The move to a more distributed workforce has brought many blessings and is likely to become normal within financial services and payments. However, when it comes to addressing the challenges of the "human attack surface," prevention is better than the cure or submitting to double extortion attempts.
2020 has been transformational to the way we live and work. And those changes to our working patterns must not be underestimated in terms of changing cyber risk, including how we protect ourselves against ransomware, which is making another resurgence —
particularly in targeted attacks from highly organized hacker groups.
When authorities first advised people to stay home during the pandemic, many organizations’ infrastructure, cloud and security teams swung into action to accommodate remote work across the entire workforce, with thousands of employees and contractors connecting through their ordinary enterprise identities and permissions via VPN, remote desktops and cloud access security brokers, or CASBs.

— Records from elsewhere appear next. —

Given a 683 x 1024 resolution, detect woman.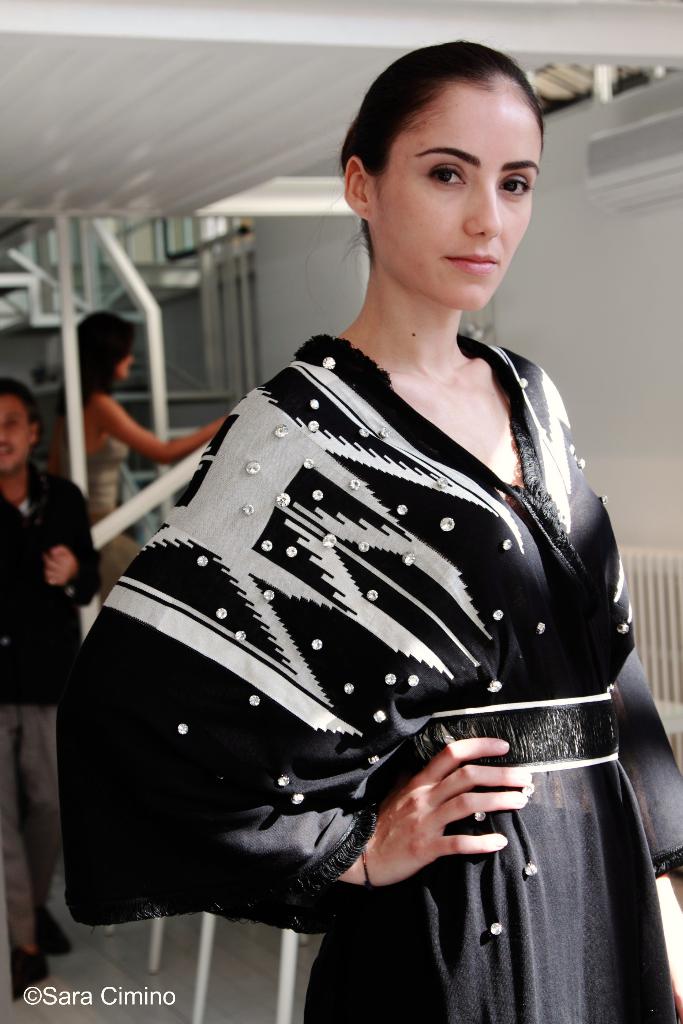
[x1=78, y1=304, x2=224, y2=598].
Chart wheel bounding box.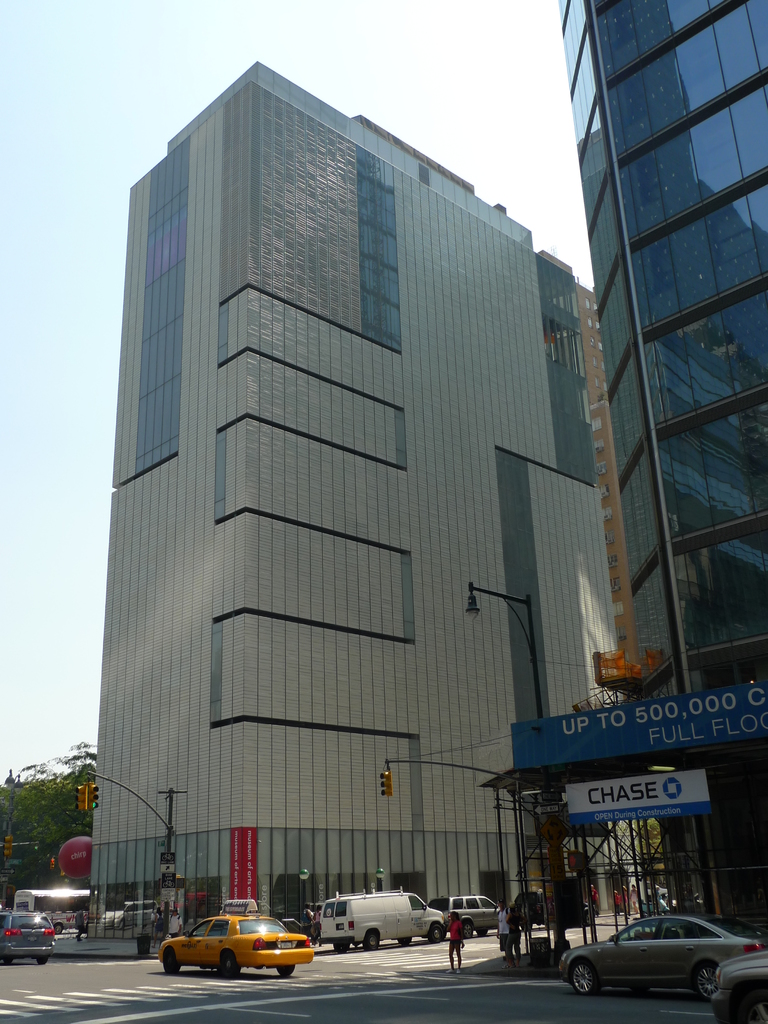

The ability of these teams demonstrated with their businesses and the flexibility they showed in modifying long-established working practices was remarkable. Many financial institutions, in particular, are considering a more distributed workforce to provide resilience, agility, and a far broader reach in the battle for talent.
However, this change has impacted the attack surface of financial institutions in a less obvious manner that is reflected in an uptick in targeted ransomware campaigns. To understand what is happening, we need to consider the human aspect.
We know hacker teams leveraging ransomware are highly aware of the way that human behavior can make an attack more successful as evidenced by the high proportion of ransom triggers (the final stage of the attack) being launched on weekends when staff are least able to respond. Ransomware is not just about the technology, but also about deployment tactics.
Let’s think about how the threat model changes for a financial institution with a newly distributed workforce. Instead of accessing a firm’s critical systems and customer data from a small number of secure corporate offices, the attack surface now extends to the private residences of thousands of employees.
Putting aside the network and endpoint security challenges, we need to think about the differences between the focus we observed in the workplace compared with our lives at home surrounded by our loved ones, social media and constant news about the developing pandemic and economic situation.
In such a scenario, the human attack surface extends to employees who aren’t necessarily in the same state of mind as they would be at the office where focus can be more intense and the atmosphere more professional. And this change in the human attack surface is what hacker groups are targeting with phishing emails that constitute the initial penetration phase of the ransomware attack. They are relying on a momentary lack of focus in order to begin a successful attack, which is all they require.
Financial institutions in particular are addressing this challenge in two major ways. Since this is a people problem, there is a need to develop better home working practices and ensure they are shared across the organization.
Practices such as drawing boundaries between personal and professional are vital in this respect, for example ensuring that employees do not begin to conduct personal business on company email accounts.
Next, organizations are adopting methods to ensure that employees’ relationships to critical company systems are better understood and permissions reduced using the principles of least privilege.
Identity and access management has long been a general weakness within financial services, which was accepted due to the complexities involved in managing access over time. In a world where the attack surface is now extended to thousands of homes, we require better visibility, governance and relationship management to reduce the paths through which malware can propagate to our critical systems and datastores.